Perhaps that's why doctors in American society are almost the modern-day equivalents of pharaohs in ancient Egypt. In matters of health, they hold the Rosetta stone to wellness.

Maybe we as a society put too much faith, too much trust in doctors and medicine.

Skepticism around the doctor as holy man is increasing-due in no small part to the revolutionary way people with AIDS

have fought to be partners in their health care. But for better or worse, it is still a widespread custom.

And so there I sat, and despite this doctor's politically offensive and medically unsound prejudices, I remained dependent on him, if just temporarily, for medical relief. I swallowed a little of my pride so he would give me the medicine I needed to recuperate. But even after I recovered, 'I still felt a little ill.

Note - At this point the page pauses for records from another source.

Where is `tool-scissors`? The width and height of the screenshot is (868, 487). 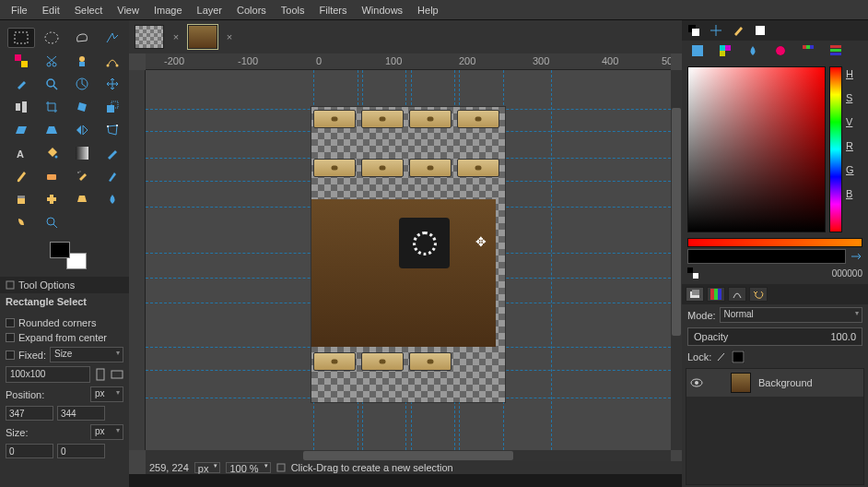 tool-scissors is located at coordinates (52, 61).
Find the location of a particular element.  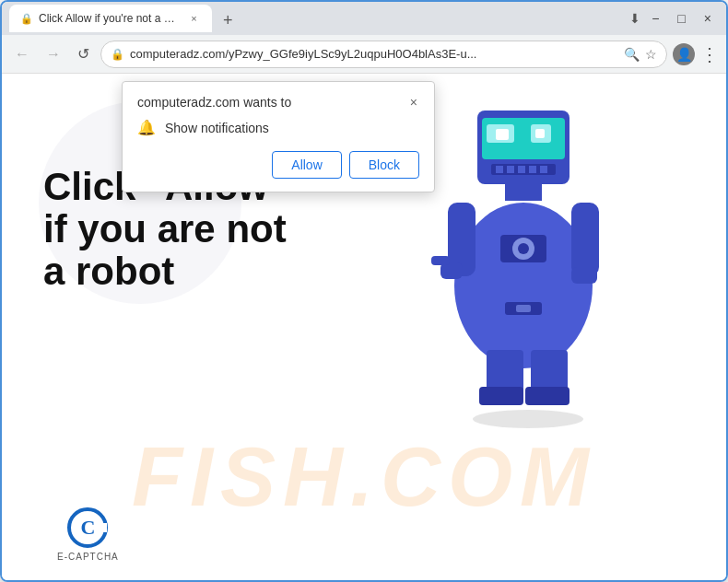

allow-button: Allow is located at coordinates (306, 165).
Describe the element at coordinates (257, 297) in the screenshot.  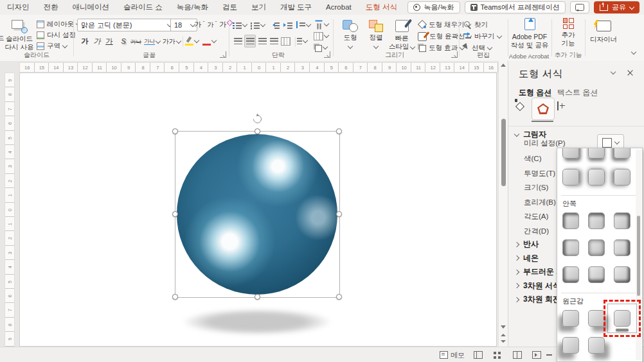
I see `resize-handle-s` at that location.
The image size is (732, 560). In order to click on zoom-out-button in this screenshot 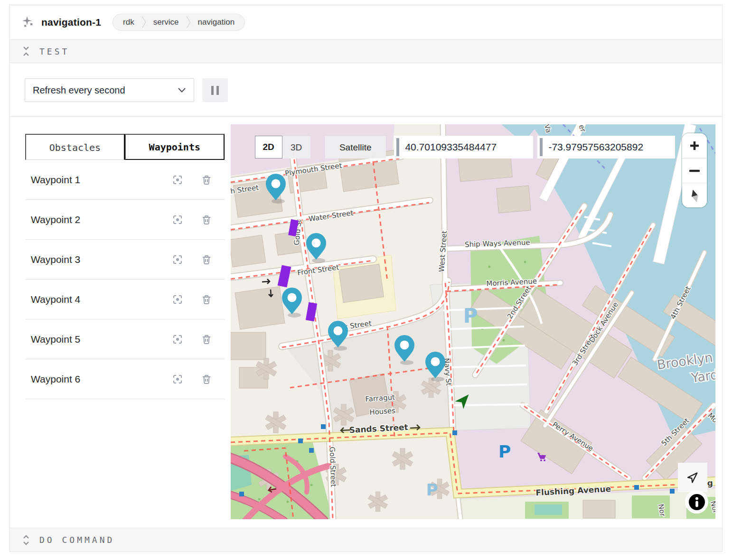, I will do `click(694, 170)`.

Mubarak S. Dahir is a freelance writer living in Philadelphia.

NORTH COAST MEN'S CHORUS

TIMOTHY ROBSON • MUSIC DIRECTOR PRESENTS

GOOD THINGS

FOR THE

HOLIDAYS

SATURDAY, DECEMBER 13, 1997, 8 PM Euclid Avenue Congregational Church 9606 Euclid Avenue, Cleveland

SUNDAY, DECEMBER 14, 1997, 3 PM Pilgrim Congregational Church 2592 West 14th Street, Cleveland $12 in advance, $15 at the door

For tickets,

Call Advantix at (216) 473-8919

or write: NCMC P.O. Box 0552 Cleveland, OH 44107

+++

If You Don't Have Health Insurance... Can You Afford Not to Call?

KAISER PERMANENTE INDIVIDUAL MEMBERSHIP PLAN

For about

$90

per

month

1-888-KP1-4141

* Rates will vary according to age. Availability subject to medical screening.